In integrated circuits, depletion-load NMOS is a form of digital logic family that uses only a single power supply voltage, unlike earlier nMOS logic families that needed more than one different power supply voltage. Although manufacturing these integrated circuits required additional processing steps, improved switching speed and the elimination of the extra power supply made this logic family the preferred choice for many microprocessors and other logic elements.

Some depletion-load nMOS designs are still produced, typically in parallel with newer CMOS counterparts; one example of this is the Z84015 and Z84C15.

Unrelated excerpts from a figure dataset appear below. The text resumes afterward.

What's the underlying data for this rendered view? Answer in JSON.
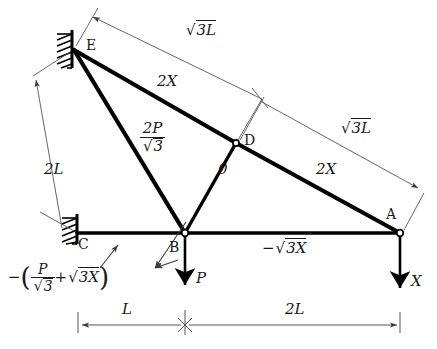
{
  "figure": {
    "type": "truss-free-body-diagram",
    "background": "#ffffff",
    "line_color": "#111111",
    "dim_color": "#444444"
  },
  "nodes": [
    {
      "id": "E",
      "label": "E",
      "x": 73,
      "y": 48,
      "support": "fixed-wall",
      "joint": "wall"
    },
    {
      "id": "D",
      "label": "D",
      "x": 235,
      "y": 142,
      "support": "none",
      "joint": "pin"
    },
    {
      "id": "A",
      "label": "A",
      "x": 400,
      "y": 233,
      "support": "none",
      "joint": "pin"
    },
    {
      "id": "B",
      "label": "B",
      "x": 185,
      "y": 233,
      "support": "none",
      "joint": "pin"
    },
    {
      "id": "C",
      "label": "C",
      "x": 78,
      "y": 233,
      "support": "fixed-wall",
      "joint": "wall"
    }
  ],
  "members": [
    {
      "from": "E",
      "to": "D",
      "force_label": "2X",
      "style": "heavy"
    },
    {
      "from": "D",
      "to": "A",
      "force_label": "2X",
      "style": "heavy"
    },
    {
      "from": "E",
      "to": "B",
      "force_label": "2P/√3",
      "style": "heavy"
    },
    {
      "from": "D",
      "to": "B",
      "force_label": "0",
      "style": "heavy"
    },
    {
      "from": "C",
      "to": "B",
      "force_label": "",
      "style": "heavy"
    },
    {
      "from": "B",
      "to": "A",
      "force_label": "−√3X",
      "style": "heavy"
    }
  ],
  "member_force_labels": {
    "top_left_2x": "2X",
    "top_right_2x": "2X",
    "diagonal_eb_num": "2P",
    "diagonal_eb_den": "3",
    "diagonal_db_zero": "0",
    "bottom_chord_minus": "−",
    "bottom_chord_value": "3X"
  },
  "loads": [
    {
      "at": "B",
      "label": "P",
      "direction": "down"
    },
    {
      "at": "A",
      "label": "X",
      "direction": "down"
    }
  ],
  "reaction": {
    "at": "C",
    "minus_sign": "−",
    "numerator": "P",
    "denominator": "3",
    "plus": "+",
    "second_term": "3X",
    "full_text": "−(P/√3 + √3X)"
  },
  "dimensions": [
    {
      "id": "top-sqrt3L",
      "label": "3L",
      "prefix": "√",
      "from": "E",
      "to": "D",
      "position": "above-left"
    },
    {
      "id": "right-sqrt3L",
      "label": "3L",
      "prefix": "√",
      "from": "D",
      "to": "A",
      "position": "above-right"
    },
    {
      "id": "left-2L",
      "label": "2L",
      "prefix": "",
      "from": "C",
      "to": "E",
      "position": "left"
    },
    {
      "id": "bottom-L",
      "label": "L",
      "prefix": "",
      "from": "C",
      "to": "B",
      "position": "below"
    },
    {
      "id": "bottom-2L",
      "label": "2L",
      "prefix": "",
      "from": "B",
      "to": "A",
      "position": "below"
    }
  ],
  "icons": {
    "wall_hatch": "hatched-wall-support-icon",
    "pin_joint": "pin-joint-circle-icon",
    "arrow_head": "arrow-head-icon"
  }
}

Depletion-mode n-type MOSFETs as load transistors allow single voltage operation and achieve greater speed than possible with pure enhancement-load devices. This is partly because the depletion-mode MOSFETs can be a better current source approximation than the simpler enhancement-mode transistor can, especially when no extra voltage is available (one of the reasons early pMOS and nMOS chips demanded several voltages).

The inclusion of depletion-mode n-MOS transistors in the manufacturing process demanded additional manufacturing steps compared to the simpler enhancement-load circuits; this is because depletion-load devices are formed by increasing the amount of dopant in the load transistors channel region, in order to adjust their threshold voltage. This is normally performed using ion implantation.

In the late 1960s, bipolar junction transistors were a hundred times as fast as the (p-channel) MOS transistors then used and were much more reliable, but they also consumed much more power, required more area, and demanded a more complicated manufacturing process. MOS ICs were considered interesting but inadequate for supplanting the fast bipolar circuits in anything but niche markets, such as low power applications. One of the reasons for the low speed was that MOS transistors had gates made of aluminum which led to considerable parasitic capacitances using the manufacturing processes of the time. The introduction of transistors with gates of polycrystalline silicon (that became the de facto standard from the mid-1970s to early 2000s) was an important first step in order to reduce this handicap. This new self-aligned silicon-gate transistor was introduced by Federico Faggin at Fairchild Semiconductor in early 1968; it was a refinement (and the first working implementation) of ideas and work by John C. Sarace, Tom Klein and Robert W. Bower (around 1966–67) for a transistor with less parasitic capacitances that could be manufactured as part of an IC (and not only as a discrete component). This new type of pMOS transistor was 3–5 times as fast (per watt) as the aluminum-gate pMOS transistor, and it needed less area, had much lower leakage and higher reliability. The same year, Faggin also built the first IC using the new transistor type, the Fairchild 3708 (8-bit analog multiplexer with decoder), which demonstrated a substantially improved performance over its metal-gate counterpart. In less than 10 years, the silicon gate MOS transistor replaced bipolar circuits as the main vehicle for complex digital ICs.